The historic Porters neighborhood was the recent recipient of a 2019 American Planning Association Florida Project Award of Excellence for its “Neighborhoods as Community Assets” project.
The award was the result of a collaboration between the City of Gainesville and the University of Florida’s College of Design, Construction and Planning. The research initiative, one of seven jointly funded projects by the City of Gainesville and the University of Florida, looked at how we might build strong neighborhoods through inclusive development and community preservation.
The aim of the “Neighborhoods as Community Assets” project was to design and test a new approach to neighborhood planning by directly collaborating with and empowering neighborhood residents.
Neighborhood narratives are stories and themes that residents can collectively share with others that help to articulate a neighborhood’s shared values. By highlighting the people, places and things that define a community, the Neighborhoods as Community Assets project helps to preserve history and neighborhood identity.
Urban planning scholars have studied the existence and use of neighborhood narratives for decades, but this project was the first to create a participatory process with the aim of resident empowerment.
Platted in 1884 by Dr. Watson Porter, the Porters Neighborhood has a rich history. During a time in which it was highly unusual for African Americans to own land, Dr. Porter sold property in the area exclusively to African Americans.
Today, the predominately African American neighborhood is a tight-knit community bound together by a strong sense of place and multi-generational heritage.
In recent years, the neighborhood has felt tremendous pressure from encroaching development, causing concern among residents. The 15-month pilot project took a new approach to community planning by drawing upon the community’s assets to establish a neighborhood narrative.
“We were able to come together and talk about our narrative and who we really are and what this community really means to the residents who live here,” said Gainesvillle City Commissioner Gigi Simmons.
Simmons represents district 1, which includes the Porters Neighborhood, and is a lifelong resident of the neighborhood herself.
“It has been critical for us to have this relationship with the University of Florida. Now we have a better understanding of our neighborhoods — the needs and concerns — and we can all work together to make sure we can happily coexist.”
This project came about when UF Senior Vice President and COO Charlie Lane, as part of the university’s Strategic Development Plan, announced a call for proposals that utilized the UF campus and greater Gainesville community as a living laboratory to address real world problems in the local community.
Lane’s office received 62 proposals from about 40 departments and centers throughout UF in just over a month.
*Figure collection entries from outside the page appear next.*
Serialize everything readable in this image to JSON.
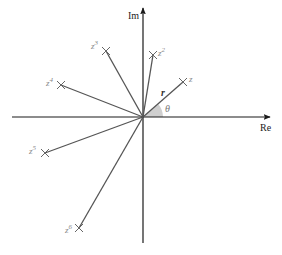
{
  "diagram": {
    "axes": {
      "real_label": "Re",
      "imag_label": "Im"
    },
    "origin": {
      "x": 143,
      "y": 117
    },
    "modulus_label": "r",
    "angle_label": "θ",
    "colors": {
      "axis": "#1a1a1a",
      "vector": "#555555",
      "marker": "#666666",
      "label": "#888888",
      "angle_fill": "#cfcfcf"
    },
    "points": [
      {
        "name": "z",
        "base": "z",
        "exp": "",
        "x": 183,
        "y": 82
      },
      {
        "name": "z2",
        "base": "z",
        "exp": "2",
        "x": 153,
        "y": 55
      },
      {
        "name": "z3",
        "base": "z",
        "exp": "3",
        "x": 106,
        "y": 51
      },
      {
        "name": "z4",
        "base": "z",
        "exp": "4",
        "x": 61,
        "y": 85
      },
      {
        "name": "z5",
        "base": "z",
        "exp": "5",
        "x": 45,
        "y": 153
      },
      {
        "name": "z6",
        "base": "z",
        "exp": "6",
        "x": 79,
        "y": 228
      }
    ]
  }
}
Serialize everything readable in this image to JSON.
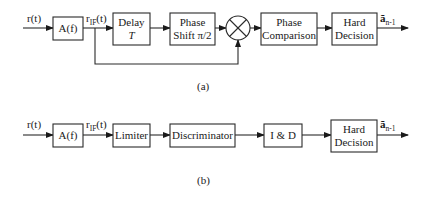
{
  "diagram_a": {
    "caption": "(a)",
    "input_label": "r(t)",
    "if_label_main": "r",
    "if_label_sub": "IF",
    "if_label_tail": "(t)",
    "blocks": [
      {
        "id": "filter",
        "line1": "A(f)"
      },
      {
        "id": "delay",
        "line1": "Delay",
        "line2": "T"
      },
      {
        "id": "phase-shift",
        "line1": "Phase",
        "line2": "Shift π/2"
      },
      {
        "id": "multiplier",
        "symbol": "⊗"
      },
      {
        "id": "phase-comparison",
        "line1": "Phase",
        "line2": "Comparison"
      },
      {
        "id": "hard-decision",
        "line1": "Hard",
        "line2": "Decision"
      }
    ],
    "output_label_main": "ã",
    "output_label_sub": "n-1"
  },
  "diagram_b": {
    "caption": "(b)",
    "input_label": "r(t)",
    "if_label_main": "r",
    "if_label_sub": "IF",
    "if_label_tail": "(t)",
    "blocks": [
      {
        "id": "filter",
        "line1": "A(f)"
      },
      {
        "id": "limiter",
        "line1": "Limiter"
      },
      {
        "id": "discriminator",
        "line1": "Discriminator"
      },
      {
        "id": "integrate-dump",
        "line1": "I & D"
      },
      {
        "id": "hard-decision",
        "line1": "Hard",
        "line2": "Decision"
      }
    ],
    "output_label_main": "ã",
    "output_label_sub": "n-1"
  }
}
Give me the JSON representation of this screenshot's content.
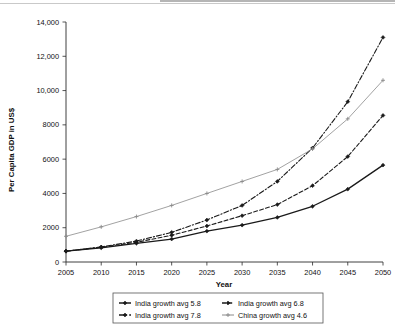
{
  "chart_data": {
    "type": "line",
    "title": "",
    "xlabel": "Year",
    "ylabel": "Per Capita GDP in US$",
    "x": [
      2005,
      2010,
      2015,
      2020,
      2025,
      2030,
      2035,
      2040,
      2045,
      2050
    ],
    "xlim": [
      2005,
      2050
    ],
    "ylim": [
      0,
      14000
    ],
    "xticks": [
      "2005",
      "2010",
      "2015",
      "2020",
      "2025",
      "2030",
      "2035",
      "2040",
      "2045",
      "2050"
    ],
    "yticks": [
      "0",
      "2000",
      "4000",
      "6000",
      "8000",
      "10,000",
      "12,000",
      "14,000"
    ],
    "ytick_values": [
      0,
      2000,
      4000,
      6000,
      8000,
      10000,
      12000,
      14000
    ],
    "grid": false,
    "legend_position": "bottom",
    "series": [
      {
        "name": "India growth avg  5.8",
        "style": "solid",
        "color": "#1a1a1a",
        "width": 1.3,
        "marker": "diamond",
        "values": [
          630,
          830,
          1090,
          1340,
          1800,
          2150,
          2600,
          3250,
          4250,
          5650
        ]
      },
      {
        "name": "India growth avg  6.8",
        "style": "dashed",
        "color": "#1a1a1a",
        "width": 1.1,
        "marker": "diamond",
        "values": [
          630,
          860,
          1150,
          1560,
          2100,
          2700,
          3350,
          4450,
          6150,
          8550
        ]
      },
      {
        "name": "India growth avg  7.8",
        "style": "dashdot",
        "color": "#1a1a1a",
        "width": 1.1,
        "marker": "diamond",
        "values": [
          630,
          880,
          1220,
          1730,
          2450,
          3300,
          4700,
          6650,
          9350,
          13100
        ]
      },
      {
        "name": "China growth avg 4.6",
        "style": "solid",
        "color": "#8a8a8a",
        "width": 0.8,
        "marker": "plus",
        "values": [
          1500,
          2050,
          2650,
          3300,
          4000,
          4700,
          5400,
          6600,
          8350,
          10600
        ]
      }
    ]
  },
  "legend": {
    "entries": [
      {
        "label": "India growth avg  5.8",
        "marker": "line-diamond-solid"
      },
      {
        "label": "India growth avg  6.8",
        "marker": "line-diamond-dashed"
      },
      {
        "label": "India growth avg  7.8",
        "marker": "line-diamond-dashdot"
      },
      {
        "label": "China growth avg 4.6",
        "marker": "line-plus-gray"
      }
    ]
  }
}
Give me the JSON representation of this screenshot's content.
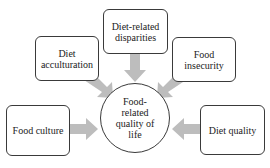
{
  "diagram": {
    "center": {
      "label": "Food-\nrelated\nquality of\nlife"
    },
    "nodes": [
      {
        "id": "diet-related-disparities",
        "label": "Diet-related\ndisparities"
      },
      {
        "id": "diet-acculturation",
        "label": "Diet\nacculturation"
      },
      {
        "id": "food-insecurity",
        "label": "Food\ninsecurity"
      },
      {
        "id": "food-culture",
        "label": "Food culture"
      },
      {
        "id": "diet-quality",
        "label": "Diet quality"
      }
    ],
    "edges": [
      {
        "from": "diet-related-disparities",
        "to": "center"
      },
      {
        "from": "diet-acculturation",
        "to": "center"
      },
      {
        "from": "food-insecurity",
        "to": "center"
      },
      {
        "from": "food-culture",
        "to": "center"
      },
      {
        "from": "diet-quality",
        "to": "center"
      }
    ],
    "colors": {
      "arrow": "#bdbdbd",
      "border": "#3a3a3a",
      "background": "#ffffff"
    }
  }
}
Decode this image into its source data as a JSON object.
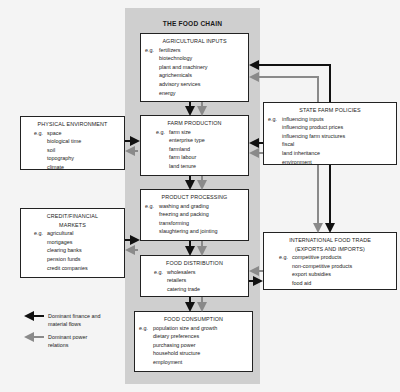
{
  "diagram": {
    "title": "THE FOOD CHAIN",
    "chain_boxes": [
      {
        "id": "agricultural-inputs",
        "title": "AGRICULTURAL INPUTS",
        "eg": "e.g.",
        "items": [
          "fertilizers",
          "biotechnology",
          "plant and machinery",
          "agrichemicals",
          "advisory services",
          "energy"
        ]
      },
      {
        "id": "farm-production",
        "title": "FARM PRODUCTION",
        "eg": "e.g.",
        "items": [
          "farm size",
          "enterprise type",
          "farmland",
          "farm labour",
          "land tenure"
        ]
      },
      {
        "id": "product-processing",
        "title": "PRODUCT PROCESSING",
        "eg": "e.g.",
        "items": [
          "washing and grading",
          "freezing and packing",
          "transforming",
          "slaughtering and jointing"
        ]
      },
      {
        "id": "food-distribution",
        "title": "FOOD DISTRIBUTION",
        "eg": "e.g.",
        "items": [
          "wholesalers",
          "retailers",
          "catering trade"
        ]
      },
      {
        "id": "food-consumption",
        "title": "FOOD CONSUMPTION",
        "eg": "e.g.",
        "items": [
          "population size and growth",
          "dietary preferences",
          "purchasing power",
          "household structure",
          "employment"
        ]
      }
    ],
    "side_boxes": [
      {
        "id": "physical-environment",
        "title": "PHYSICAL ENVIRONMENT",
        "eg": "e.g.",
        "items": [
          "space",
          "biological time",
          "soil",
          "topography",
          "climate"
        ]
      },
      {
        "id": "credit-financial-markets",
        "title": "CREDIT/FINANCIAL MARKETS",
        "eg": "e.g.",
        "items": [
          "agricultural",
          "mortgages",
          "clearing banks",
          "pension funds",
          "credit companies"
        ]
      },
      {
        "id": "state-farm-policies",
        "title": "STATE FARM POLICIES",
        "eg": "e.g.",
        "items": [
          "influencing inputs",
          "influencing product prices",
          "influencing farm structures",
          "fiscal",
          "land inheritance",
          "environment"
        ]
      },
      {
        "id": "international-food-trade",
        "title": "INTERNATIONAL FOOD TRADE (EXPORTS AND IMPORTS)",
        "eg": "e.g.",
        "items": [
          "competitive products",
          "non-competitive products",
          "export subsidies",
          "food aid"
        ]
      }
    ],
    "legend": [
      {
        "label": "Dominant finance and material flows",
        "color": "#111111"
      },
      {
        "label": "Dominant power relations",
        "color": "#8a8a8a"
      }
    ]
  },
  "colors": {
    "finance_flow": "#111111",
    "power_relation": "#8a8a8a",
    "chain_background": "#cfcfcf",
    "page_background": "#f4f4f4"
  }
}
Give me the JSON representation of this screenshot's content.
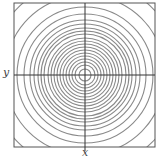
{
  "figure": {
    "type": "contour-plot",
    "x_label": "x",
    "y_label": "y",
    "center": [
      85,
      75
    ],
    "box": {
      "x0": 14,
      "y0": 3,
      "x1": 155,
      "y1": 147
    },
    "ring_radii": [
      6,
      10,
      13,
      16,
      19,
      22,
      25,
      28,
      31,
      34,
      37,
      41,
      44,
      47,
      51,
      55,
      61,
      68,
      80,
      95
    ],
    "colors": {
      "rings": "#8a8a8a",
      "axes": "#333333",
      "box": "#555555"
    }
  }
}
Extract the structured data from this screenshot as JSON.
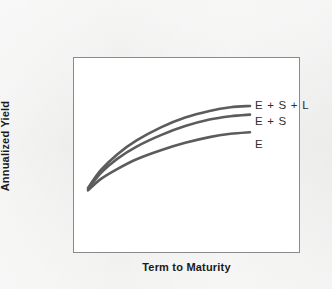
{
  "chart_data": {
    "type": "line",
    "title": "",
    "subtitle": "",
    "xlabel": "Term to Maturity",
    "ylabel": "Annualized Yield",
    "xticklabels": [],
    "yticklabels": [],
    "grid": false,
    "legend_position": "right-of-curve-ends",
    "axis_note": "Schematic yield curves — qualitative axes with no numeric tick labels",
    "line_color": "#5c5c5c",
    "plot_background": "#ffffff",
    "figure_background": "#ededec",
    "series": [
      {
        "name": "E + S + L",
        "label": "E + S + L",
        "color": "#5c5c5c",
        "x": [
          0.0,
          0.08,
          0.18,
          0.3,
          0.45,
          0.6,
          0.75,
          0.88,
          1.0
        ],
        "y": [
          0.0,
          0.22,
          0.41,
          0.58,
          0.74,
          0.86,
          0.94,
          0.985,
          1.0
        ]
      },
      {
        "name": "E + S",
        "label": "E + S",
        "color": "#5c5c5c",
        "x": [
          0.0,
          0.08,
          0.18,
          0.3,
          0.45,
          0.6,
          0.75,
          0.88,
          1.0
        ],
        "y": [
          0.0,
          0.2,
          0.37,
          0.52,
          0.66,
          0.77,
          0.85,
          0.89,
          0.91
        ]
      },
      {
        "name": "E",
        "label": "E",
        "color": "#5c5c5c",
        "x": [
          0.0,
          0.08,
          0.18,
          0.3,
          0.45,
          0.6,
          0.75,
          0.88,
          1.0
        ],
        "y": [
          0.0,
          0.14,
          0.26,
          0.38,
          0.49,
          0.58,
          0.65,
          0.69,
          0.71
        ]
      }
    ]
  },
  "figure": {
    "ylabel": "Annualized Yield",
    "xlabel": "Term to Maturity",
    "labels": {
      "esl": "E + S + L",
      "es": "E + S",
      "e": "E"
    }
  }
}
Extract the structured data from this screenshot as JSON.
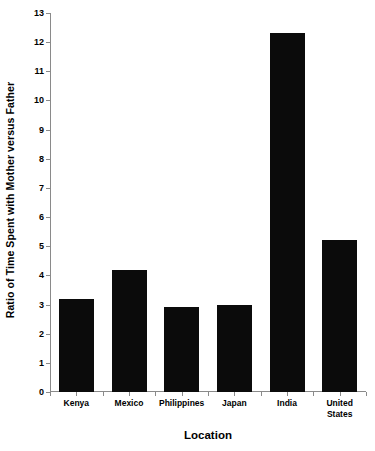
{
  "chart_data": {
    "type": "bar",
    "title": "",
    "subtitle": "",
    "xlabel": "Location",
    "ylabel": "Ratio of Time Spent with Mother versus Father",
    "categories": [
      "Kenya",
      "Mexico",
      "Philippines",
      "Japan",
      "India",
      "United States"
    ],
    "category_lines": [
      [
        "Kenya"
      ],
      [
        "Mexico"
      ],
      [
        "Philippines"
      ],
      [
        "Japan"
      ],
      [
        "India"
      ],
      [
        "United",
        "States"
      ]
    ],
    "values": [
      3.2,
      4.2,
      2.9,
      3.0,
      12.3,
      5.2
    ],
    "ylim": [
      0,
      13
    ],
    "ytick_step": 1,
    "yticks": [
      0,
      1,
      2,
      3,
      4,
      5,
      6,
      7,
      8,
      9,
      10,
      11,
      12,
      13
    ],
    "ytick_labels": [
      "0",
      "1",
      "2",
      "3",
      "4",
      "5",
      "6",
      "7",
      "8",
      "9",
      "10",
      "11",
      "12",
      "13"
    ],
    "grid": false,
    "legend": null,
    "legend_position": "none",
    "annotations": [],
    "bar_color": "#0b0b0b",
    "axis_color": "#8a8a8a",
    "background_color": "#ffffff"
  }
}
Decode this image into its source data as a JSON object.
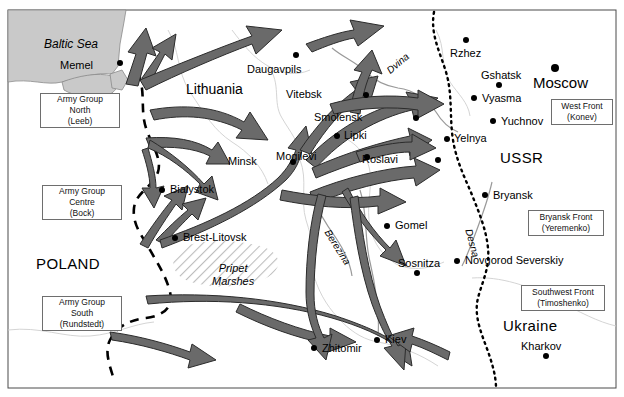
{
  "map": {
    "title": "Operation Barbarossa 1941 advance map",
    "frame": {
      "x": 8,
      "y": 10,
      "w": 608,
      "h": 378
    },
    "colors": {
      "sea": "#c9c9c9",
      "arrow": "#6a6a6a",
      "arrow_stroke": "#2b2b2b",
      "border_dashed": "#000000",
      "frontline_dotted": "#000000",
      "river": "#9a9a9a",
      "internal_border": "#bdbdbd",
      "marsh_hatch": "#bdbdbd",
      "box_border": "#6e6e6e",
      "land": "#ffffff"
    },
    "water": [
      {
        "name": "Baltic Sea",
        "label": "Baltic Sea",
        "x": 44,
        "y": 38
      }
    ],
    "rivers": [
      {
        "name": "Dvina",
        "label": "Dvina",
        "x": 385,
        "y": 68,
        "rotate": -40
      },
      {
        "name": "Berezina",
        "label": "Berezina",
        "x": 331,
        "y": 228,
        "rotate": 58
      },
      {
        "name": "Desna",
        "label": "Desna",
        "x": 473,
        "y": 228,
        "rotate": 75
      }
    ],
    "regions": [
      {
        "name": "Lithuania",
        "label": "Lithuania",
        "x": 186,
        "y": 82,
        "style": "region-label"
      },
      {
        "name": "POLAND",
        "label": "POLAND",
        "x": 36,
        "y": 256,
        "style": "country-big"
      },
      {
        "name": "USSR",
        "label": "USSR",
        "x": 500,
        "y": 150,
        "style": "country-big"
      },
      {
        "name": "Ukraine",
        "label": "Ukraine",
        "x": 503,
        "y": 318,
        "style": "country-big"
      }
    ],
    "marsh": {
      "name": "Pripet Marshes",
      "line1": "Pripet",
      "line2": "Marshes",
      "x": 212,
      "y": 262
    },
    "cities": [
      {
        "name": "Memel",
        "label": "Memel",
        "dot_x": 120,
        "dot_y": 63,
        "label_x": 55,
        "label_y": 60,
        "anchor": "right"
      },
      {
        "name": "Daugavpils",
        "label": "Daugavpils",
        "dot_x": 296,
        "dot_y": 55,
        "label_x": 247,
        "label_y": 64,
        "anchor": "left"
      },
      {
        "name": "Vitebsk",
        "label": "Vitebsk",
        "dot_x": 366,
        "dot_y": 95,
        "label_x": 322,
        "label_y": 89,
        "anchor": "right"
      },
      {
        "name": "Smolensk",
        "label": "Smolensk",
        "dot_x": 416,
        "dot_y": 118,
        "label_x": 362,
        "label_y": 112,
        "anchor": "right"
      },
      {
        "name": "Lipki",
        "label": "Lipki",
        "dot_x": 337,
        "dot_y": 136,
        "label_x": 344,
        "label_y": 130,
        "anchor": "left"
      },
      {
        "name": "Mogilevi",
        "label": "Mogilevi",
        "dot_x": 367,
        "dot_y": 157,
        "label_x": 316,
        "label_y": 151,
        "anchor": "right"
      },
      {
        "name": "Minsk",
        "label": "Minsk",
        "dot_x": 293,
        "dot_y": 162,
        "label_x": 257,
        "label_y": 156,
        "anchor": "right"
      },
      {
        "name": "Roslavi",
        "label": "Roslavi",
        "dot_x": 438,
        "dot_y": 160,
        "label_x": 398,
        "label_y": 154,
        "anchor": "right"
      },
      {
        "name": "Yelnya",
        "label": "Yelnya",
        "dot_x": 447,
        "dot_y": 139,
        "label_x": 454,
        "label_y": 133,
        "anchor": "left"
      },
      {
        "name": "Rzhez",
        "label": "Rzhez",
        "dot_x": 466,
        "dot_y": 40,
        "label_x": 450,
        "label_y": 48,
        "anchor": "left"
      },
      {
        "name": "Moscow",
        "label": "Moscow",
        "dot_x": 555,
        "dot_y": 68,
        "label_x": 533,
        "label_y": 75,
        "anchor": "left"
      },
      {
        "name": "Gshatsk",
        "label": "Gshatsk",
        "dot_x": 499,
        "dot_y": 85,
        "label_x": 481,
        "label_y": 70,
        "anchor": "left"
      },
      {
        "name": "Vyasma",
        "label": "Vyasma",
        "dot_x": 474,
        "dot_y": 98,
        "label_x": 482,
        "label_y": 93,
        "anchor": "left"
      },
      {
        "name": "Yuchnov",
        "label": "Yuchnov",
        "dot_x": 493,
        "dot_y": 121,
        "label_x": 501,
        "label_y": 116,
        "anchor": "left"
      },
      {
        "name": "Bialystok",
        "label": "Bialystok",
        "dot_x": 162,
        "dot_y": 190,
        "label_x": 170,
        "label_y": 184,
        "anchor": "left"
      },
      {
        "name": "Brest-Litovsk",
        "label": "Brest-Litovsk",
        "dot_x": 175,
        "dot_y": 238,
        "label_x": 183,
        "label_y": 232,
        "anchor": "left"
      },
      {
        "name": "Bryansk",
        "label": "Bryansk",
        "dot_x": 485,
        "dot_y": 195,
        "label_x": 493,
        "label_y": 190,
        "anchor": "left"
      },
      {
        "name": "Gomel",
        "label": "Gomel",
        "dot_x": 387,
        "dot_y": 226,
        "label_x": 395,
        "label_y": 220,
        "anchor": "left"
      },
      {
        "name": "Sosnitza",
        "label": "Sosnitza",
        "dot_x": 417,
        "dot_y": 273,
        "label_x": 398,
        "label_y": 258,
        "anchor": "left"
      },
      {
        "name": "Novgorod Severskiy",
        "label": "Novgorod Severskiy",
        "dot_x": 457,
        "dot_y": 261,
        "label_x": 465,
        "label_y": 255,
        "anchor": "left"
      },
      {
        "name": "Kiev",
        "label": "Kiev",
        "dot_x": 377,
        "dot_y": 340,
        "label_x": 385,
        "label_y": 334,
        "anchor": "left"
      },
      {
        "name": "Zhitomir",
        "label": "Zhitomir",
        "dot_x": 314,
        "dot_y": 348,
        "label_x": 322,
        "label_y": 343,
        "anchor": "left"
      },
      {
        "name": "Kharkov",
        "label": "Kharkov",
        "dot_x": 546,
        "dot_y": 356,
        "label_x": 521,
        "label_y": 341,
        "anchor": "left"
      }
    ],
    "german_army_groups": [
      {
        "name": "army-group-north",
        "line1": "Army Group",
        "line2": "North",
        "line3": "(Leeb)",
        "x": 40,
        "y": 93,
        "w": 80,
        "h": 35
      },
      {
        "name": "army-group-centre",
        "line1": "Army Group",
        "line2": "Centre",
        "line3": "(Bock)",
        "x": 42,
        "y": 185,
        "w": 80,
        "h": 35
      },
      {
        "name": "army-group-south",
        "line1": "Army Group",
        "line2": "South",
        "line3": "(Rundstedt)",
        "x": 42,
        "y": 296,
        "w": 80,
        "h": 35
      }
    ],
    "soviet_fronts": [
      {
        "name": "west-front",
        "line1": "West Front",
        "line2": "(Konev)",
        "x": 551,
        "y": 99,
        "w": 62,
        "h": 26
      },
      {
        "name": "bryansk-front",
        "line1": "Bryansk Front",
        "line2": "(Yeremenko)",
        "x": 528,
        "y": 210,
        "w": 76,
        "h": 26
      },
      {
        "name": "southwest-front",
        "line1": "Southwest Front",
        "line2": "(Timoshenko)",
        "x": 521,
        "y": 285,
        "w": 84,
        "h": 26
      }
    ]
  }
}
Seven were ultimately chosen for funding, including the now award-winning one comprised of faculty from the College of Design, Construction and Planning.
“We’re delighted that APA Florida honored our project, Neighborhoods as Community Assets,” UF Urban and Regional Planning Associate Professor and project lead Kathryn Frank stated. “Our project represents a radical reorientation of neighborhood planning, because unlike traditional neighborhood planning, which expects neighborhoods to insert themselves into city planning, our project showed how to engage with neighborhoods on their terms, to find out who they are, what they want for the future and what they need to make it happen. In this way, through ‘participatory neighborhood narratives,’ historically marginalized neighborhoods can become stronger and cities can recognize the existing assets of these neighborhoods and make policies for their protection for everyone’s benefit.”